The philanthropic arm of the Together Group.
Together Academy is a separate legal entity that administers the Indigenous Business Resilience Fund, auspices First Nations projects, and channels funder capital where the social return is greatest.
↗The full story is attogetheracademy.auTwo engines. One mission.
The structure is deliberate. The commercial firm sustains itself. The philanthropic arm is funded separately. Each reports independently. The integration is operational and relational, not financial.
Together Business
Fee-for-service work for Indigenous businesses, Aboriginal corporations and grant-funded NFPs. Crisis advisory, compliance, strategy. Funded by client fees.
Together Academy
Separate legal entity. Receives funder capital. Administers the Indigenous Business Resilience Fund. Auspices First Nations projects. Subsidises access to high-impact support.
Find the right starting point.
Together Academy serves three distinct audiences. The full detail on each pathway sits at togetheracademy.au – this is the short version.
You want to fund high-impact work with First Nations enterprise.
The Indigenous Business Resilience Fund pools philanthropic capital and deploys it through Together Business as subsidised crisis-stage advisory. Every $1 generates a measured $5.50 in social value.
You need an auspice for a First Nations project, program, or emerging social enterprise.
Together Academy can act as the legal entity for projects that need to receive grants or hold funds but don't have their own corporate structure. Two models, transparent fees.
You need accounting support but can't carry the cost.
You don't apply to Together Academy directly. You start with a free conversation with Together Business – IBRF-funded support is assessed as part of intake.
Three services. One mission.
Each service exists for a different need, with a different audience. The unifying thread: Indigenous economic empowerment, delivered through structures that prioritise integrity and outcome.
Indigenous Business Resilience Fund
Pools philanthropic capital and deploys it through Together Business as subsidised advisory for crisis-stage Indigenous businesses. The mechanism by which capacity to pay is decoupled from access to support.
Auspicing
Legal entity for First Nations projects, programs and emerging social enterprises that need to receive grants but don't have their own corporate structure – yet, or by design. Flow-through (5%) or managed (from 15%).
Capability investment
Funding for the long-term work that the commercial practice can't sustain alone: SROI measurement, system advocacy, the First Nations accounting talent pipeline, and partnerships with peak bodies.
If you're an Indigenous business in crisis, the doorway is Together Business.
You don't apply to the IBRF directly.
The IBRF funds work delivered by Together Business. So if you're an Indigenous business owner in financial distress and want to know whether subsidised support might be available, the right step is to start with Together Business. Eligibility for IBRF funding is assessed as part of the standard intake.
The Academy has its own site, with all the detail.
Funder briefings, auspicing models, IBRF governance, the full SVA SROI report and partnership enquiries all live at togetheracademy.au.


— What the task asks —
Please filter the entries for the word "Census" and copy every line that has it.
■ ■ ■ ■
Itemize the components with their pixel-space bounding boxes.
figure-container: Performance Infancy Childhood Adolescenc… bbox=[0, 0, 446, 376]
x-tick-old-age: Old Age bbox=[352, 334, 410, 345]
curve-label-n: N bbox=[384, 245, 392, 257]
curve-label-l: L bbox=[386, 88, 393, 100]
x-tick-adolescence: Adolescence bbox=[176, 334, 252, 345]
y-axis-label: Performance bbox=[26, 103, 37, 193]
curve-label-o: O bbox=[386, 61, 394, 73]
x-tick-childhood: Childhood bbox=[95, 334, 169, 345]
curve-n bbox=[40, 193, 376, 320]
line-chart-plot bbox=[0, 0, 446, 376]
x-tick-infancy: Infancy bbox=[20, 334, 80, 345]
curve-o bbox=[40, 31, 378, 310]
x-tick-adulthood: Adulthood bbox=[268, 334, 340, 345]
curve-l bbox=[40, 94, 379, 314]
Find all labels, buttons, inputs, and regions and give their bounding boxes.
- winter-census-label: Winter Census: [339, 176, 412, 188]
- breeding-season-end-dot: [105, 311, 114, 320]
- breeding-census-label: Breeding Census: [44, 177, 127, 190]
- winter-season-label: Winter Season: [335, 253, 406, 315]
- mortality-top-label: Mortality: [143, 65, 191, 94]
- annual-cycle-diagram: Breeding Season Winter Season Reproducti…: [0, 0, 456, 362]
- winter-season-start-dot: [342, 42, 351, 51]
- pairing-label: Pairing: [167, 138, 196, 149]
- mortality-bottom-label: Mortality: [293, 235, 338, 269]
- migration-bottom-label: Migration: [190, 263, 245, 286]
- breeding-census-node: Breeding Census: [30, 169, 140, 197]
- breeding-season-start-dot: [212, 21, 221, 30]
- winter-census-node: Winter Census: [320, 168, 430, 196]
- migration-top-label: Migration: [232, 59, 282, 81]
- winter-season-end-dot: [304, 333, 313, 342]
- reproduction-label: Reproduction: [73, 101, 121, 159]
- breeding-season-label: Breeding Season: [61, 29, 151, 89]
■ ■ ■ ■
— Answer space —
- winter-census-label: Winter Census: [339, 176, 412, 188]
- breeding-census-label: Breeding Census: [44, 177, 127, 190]
- breeding-census-node: Breeding Census: [30, 169, 140, 197]
- winter-census-node: Winter Census: [320, 168, 430, 196]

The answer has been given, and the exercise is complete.